Argument
Andrew Tyndall Anthony McCall
Argument is a provocative, multi-layered film essay, a trenchant analysis of the media and remains a critically relevant and critically inflammatory tract.
Arika have been creating events since 2001. The Archive is space to share the documentation of our work, over 600 events from the past 20 years. Browse the archive by event, artists and collections, explore using theme pairs, or use the index for a comprehensive overview.
Argument is a provocative, multi-layered film essay, a trenchant analysis of the media and remains a critically relevant and critically inflammatory tract.
Ray and Thomas talking about how cognitive neuroscience is unlocking the physical basis of personal experience.
Open community meeting to discuss some of the prevalent concerns impacting the ballroom community.
Folk poet, actor and bon viveur Kan Mikami in duo with Jojo Hiroshige, a founding member of Japanese Noise band Hijokaidan.
Conceptual writer and practicing lawyer Vanessa Place performs and talks with Mark Sanders, author of the brilliant “Complicities: The Intellectual and Apartheid”
John Butcher plays and manipulates a feeding back saxophone. Benedict Drew on electronics, broken cables and standing waves.
Amid the blur of erotics, the jangle of poetics, and the fetishizing of sickness and disability, the heat of Panteha’s performance and sculpture freezes all.
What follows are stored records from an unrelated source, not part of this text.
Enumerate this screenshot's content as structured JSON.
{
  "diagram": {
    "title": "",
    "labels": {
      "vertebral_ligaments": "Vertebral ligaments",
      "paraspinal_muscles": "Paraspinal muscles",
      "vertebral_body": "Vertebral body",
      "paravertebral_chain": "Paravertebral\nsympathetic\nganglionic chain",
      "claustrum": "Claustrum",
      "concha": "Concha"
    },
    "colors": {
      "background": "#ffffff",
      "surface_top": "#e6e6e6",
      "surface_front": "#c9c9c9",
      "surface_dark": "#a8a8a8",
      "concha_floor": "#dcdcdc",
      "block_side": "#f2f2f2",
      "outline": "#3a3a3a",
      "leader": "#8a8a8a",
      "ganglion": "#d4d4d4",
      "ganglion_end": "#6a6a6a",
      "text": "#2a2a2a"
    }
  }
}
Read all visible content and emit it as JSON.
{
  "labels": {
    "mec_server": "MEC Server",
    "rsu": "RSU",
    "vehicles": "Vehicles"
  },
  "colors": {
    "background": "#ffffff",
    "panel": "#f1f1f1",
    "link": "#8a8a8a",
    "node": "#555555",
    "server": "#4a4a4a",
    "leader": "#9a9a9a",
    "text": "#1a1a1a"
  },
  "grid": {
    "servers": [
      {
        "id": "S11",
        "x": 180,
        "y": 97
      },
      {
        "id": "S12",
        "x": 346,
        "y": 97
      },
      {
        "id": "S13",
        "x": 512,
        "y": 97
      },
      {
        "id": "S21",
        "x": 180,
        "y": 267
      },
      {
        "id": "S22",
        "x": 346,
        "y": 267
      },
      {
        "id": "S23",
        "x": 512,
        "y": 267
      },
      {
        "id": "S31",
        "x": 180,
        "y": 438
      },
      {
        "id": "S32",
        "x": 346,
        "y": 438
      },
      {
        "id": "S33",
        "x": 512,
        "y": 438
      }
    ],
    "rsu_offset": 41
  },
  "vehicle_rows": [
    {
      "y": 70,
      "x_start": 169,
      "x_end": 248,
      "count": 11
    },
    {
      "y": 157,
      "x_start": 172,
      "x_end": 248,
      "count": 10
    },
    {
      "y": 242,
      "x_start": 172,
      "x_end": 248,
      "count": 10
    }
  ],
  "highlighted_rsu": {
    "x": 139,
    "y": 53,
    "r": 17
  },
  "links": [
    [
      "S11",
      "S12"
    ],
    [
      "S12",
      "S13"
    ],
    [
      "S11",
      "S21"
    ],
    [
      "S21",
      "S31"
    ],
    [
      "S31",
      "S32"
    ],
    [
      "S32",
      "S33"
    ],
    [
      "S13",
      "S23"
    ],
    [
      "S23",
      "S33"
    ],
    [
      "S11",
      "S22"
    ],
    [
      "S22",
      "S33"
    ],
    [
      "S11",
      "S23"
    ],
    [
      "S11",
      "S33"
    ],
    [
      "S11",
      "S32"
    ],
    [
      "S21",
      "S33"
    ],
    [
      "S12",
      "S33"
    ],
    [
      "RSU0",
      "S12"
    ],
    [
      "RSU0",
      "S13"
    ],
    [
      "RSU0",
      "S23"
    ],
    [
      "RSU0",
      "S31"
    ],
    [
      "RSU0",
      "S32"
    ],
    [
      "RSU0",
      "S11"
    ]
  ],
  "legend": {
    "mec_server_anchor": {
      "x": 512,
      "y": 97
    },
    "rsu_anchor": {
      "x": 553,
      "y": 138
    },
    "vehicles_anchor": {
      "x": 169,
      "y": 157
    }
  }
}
Beyond time, colorlines, ability, and sexuality, a movement exploration into what it means to see and be seen, how hearing contrast with what is actually being heard.
How can we imagine bodies not as an end in themselves, but as a medium through which we can become one another’s means?
A system in which film is projected onto copper strips, captured again and then re-projected as video, somehow transforming the original imagery into molasses-slow, molten and incredibly tactile flickers of colour and light.
Robin Hayward – exploring the micro-sounds of a tuba, filling slowly with sand.
“Introduction to Protactile Theory” is a legendary seminar that facilitator John Lee Clark has designed to bring diverse communities into conversation with the Protactile movement.